Friday, March 27, 2009

Runtime profiling a COM registration failure

As a continuation of my last post, we had another registration error with the same legacy installer. This time the problem was with mssoap30.dll. Loading the dll in Dependency Walker revealed a single error with dwmapi.dll.


With a bit of web searching we found that dwmapi.dll is only present on Vista and later machines. Since we weren't using that dll directly it shouldn't be the cause of our issue on Windows XP.

At this point it would appear we have all necessary dlls and that our problem must be elsewhere. The documentation on Dependency Walker, however, provides some useful information:

When a module is first opened by Dependency Walker, it is immediately scanned for all implicit, delay-load, and forwarded dependencies. Once all the modules have been scanned, the results are displayed. In addition to these known dependencies, modules are free to load other modules at run-time without any prior warning to the operating system. These types of dependencies are known as dynamic or explicit dependencies. There is really no way to detect dynamic dependencies without actually running the application and watching it to see what modules it loads at run-time.

Version 2.0 and later of Dependency Walker provides a Profile option from the menu. If you have a dll loaded, however, the item is disabled - you have to load an executable first.


For this to work, you need to load regsvr32.exe, which will enable the menu items. Once done, select Profile > Start Profiling to bring up the Profile Module dialog. The only necessary change is to add the dll being registered to the "Program arguments" setting.


Press OK and wait for the application to run. Eventually you will see the usual registration error message box, which you can simply click to continue. Once finished, scrolling through the results shows a couple errors for mssoapr3.dll.


The first error states that the file path specified can't be found. Double-clicking the error shows that it is looking for the dll under "c:\temp\1033". The second states that it cannot find the file - this time in the same folder as the dll we tried to register. So it seems either location is valid for this particular dependency.

Once we add mssoapr3.dll to the same folder, mssoap30.dll registers without issue.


_Your task_
From the entries, filter out every line that lacks "star" and copy the rest.
Information provided: Begin
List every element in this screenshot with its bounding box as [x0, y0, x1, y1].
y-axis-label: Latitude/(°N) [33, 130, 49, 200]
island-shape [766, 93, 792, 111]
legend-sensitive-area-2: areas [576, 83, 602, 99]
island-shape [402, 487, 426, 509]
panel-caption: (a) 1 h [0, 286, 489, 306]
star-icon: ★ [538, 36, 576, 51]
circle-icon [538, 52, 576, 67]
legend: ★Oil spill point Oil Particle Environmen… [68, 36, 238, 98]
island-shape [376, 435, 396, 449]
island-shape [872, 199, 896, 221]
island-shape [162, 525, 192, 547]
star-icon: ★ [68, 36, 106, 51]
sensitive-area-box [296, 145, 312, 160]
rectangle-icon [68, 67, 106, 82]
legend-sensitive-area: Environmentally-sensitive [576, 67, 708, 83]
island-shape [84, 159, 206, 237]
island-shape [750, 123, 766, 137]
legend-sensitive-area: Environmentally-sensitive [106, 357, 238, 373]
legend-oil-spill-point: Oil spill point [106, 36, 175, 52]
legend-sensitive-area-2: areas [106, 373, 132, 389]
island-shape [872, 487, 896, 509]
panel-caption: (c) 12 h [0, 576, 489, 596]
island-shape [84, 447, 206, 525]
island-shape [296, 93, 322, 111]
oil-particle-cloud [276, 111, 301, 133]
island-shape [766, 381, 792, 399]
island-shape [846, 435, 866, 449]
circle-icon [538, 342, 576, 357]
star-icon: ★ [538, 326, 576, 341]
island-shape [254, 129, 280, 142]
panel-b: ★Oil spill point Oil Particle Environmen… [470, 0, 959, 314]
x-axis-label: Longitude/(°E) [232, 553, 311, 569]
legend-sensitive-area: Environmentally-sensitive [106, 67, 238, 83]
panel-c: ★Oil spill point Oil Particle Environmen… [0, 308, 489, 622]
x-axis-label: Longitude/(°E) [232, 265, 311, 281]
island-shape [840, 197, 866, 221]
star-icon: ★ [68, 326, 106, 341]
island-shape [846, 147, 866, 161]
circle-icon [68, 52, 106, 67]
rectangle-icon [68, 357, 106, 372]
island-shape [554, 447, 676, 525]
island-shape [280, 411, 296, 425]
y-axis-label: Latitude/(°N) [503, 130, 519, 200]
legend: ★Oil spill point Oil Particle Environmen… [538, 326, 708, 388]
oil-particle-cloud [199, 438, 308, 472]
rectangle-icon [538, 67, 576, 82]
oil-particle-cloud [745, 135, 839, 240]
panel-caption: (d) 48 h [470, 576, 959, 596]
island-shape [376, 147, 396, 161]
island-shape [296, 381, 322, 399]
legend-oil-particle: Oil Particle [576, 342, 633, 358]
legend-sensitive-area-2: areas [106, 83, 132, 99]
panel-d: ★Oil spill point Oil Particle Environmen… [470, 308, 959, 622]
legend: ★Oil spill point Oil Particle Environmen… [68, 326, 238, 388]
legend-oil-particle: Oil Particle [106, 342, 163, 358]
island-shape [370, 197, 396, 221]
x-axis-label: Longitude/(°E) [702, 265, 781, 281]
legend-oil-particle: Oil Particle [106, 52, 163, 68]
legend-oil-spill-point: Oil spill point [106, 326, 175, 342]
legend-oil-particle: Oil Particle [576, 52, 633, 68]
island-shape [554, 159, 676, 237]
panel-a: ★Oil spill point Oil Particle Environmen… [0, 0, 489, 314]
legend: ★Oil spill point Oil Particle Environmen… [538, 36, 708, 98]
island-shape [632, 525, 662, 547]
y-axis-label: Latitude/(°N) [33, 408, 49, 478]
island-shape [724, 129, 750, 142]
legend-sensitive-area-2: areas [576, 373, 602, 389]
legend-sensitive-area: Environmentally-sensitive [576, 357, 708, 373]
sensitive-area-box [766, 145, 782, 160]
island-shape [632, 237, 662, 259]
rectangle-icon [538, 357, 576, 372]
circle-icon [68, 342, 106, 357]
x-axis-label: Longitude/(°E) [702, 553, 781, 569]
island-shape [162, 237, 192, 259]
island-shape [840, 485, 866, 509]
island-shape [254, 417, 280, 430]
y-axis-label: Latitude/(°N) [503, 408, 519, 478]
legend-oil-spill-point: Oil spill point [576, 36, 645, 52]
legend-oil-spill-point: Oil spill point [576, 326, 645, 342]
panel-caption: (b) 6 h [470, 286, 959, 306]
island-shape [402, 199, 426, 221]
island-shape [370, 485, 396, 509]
Information provided: End
_Answer_
star-icon: ★ [538, 36, 576, 51]
star-icon: ★ [68, 36, 106, 51]
star-icon: ★ [538, 326, 576, 341]
star-icon: ★ [68, 326, 106, 341]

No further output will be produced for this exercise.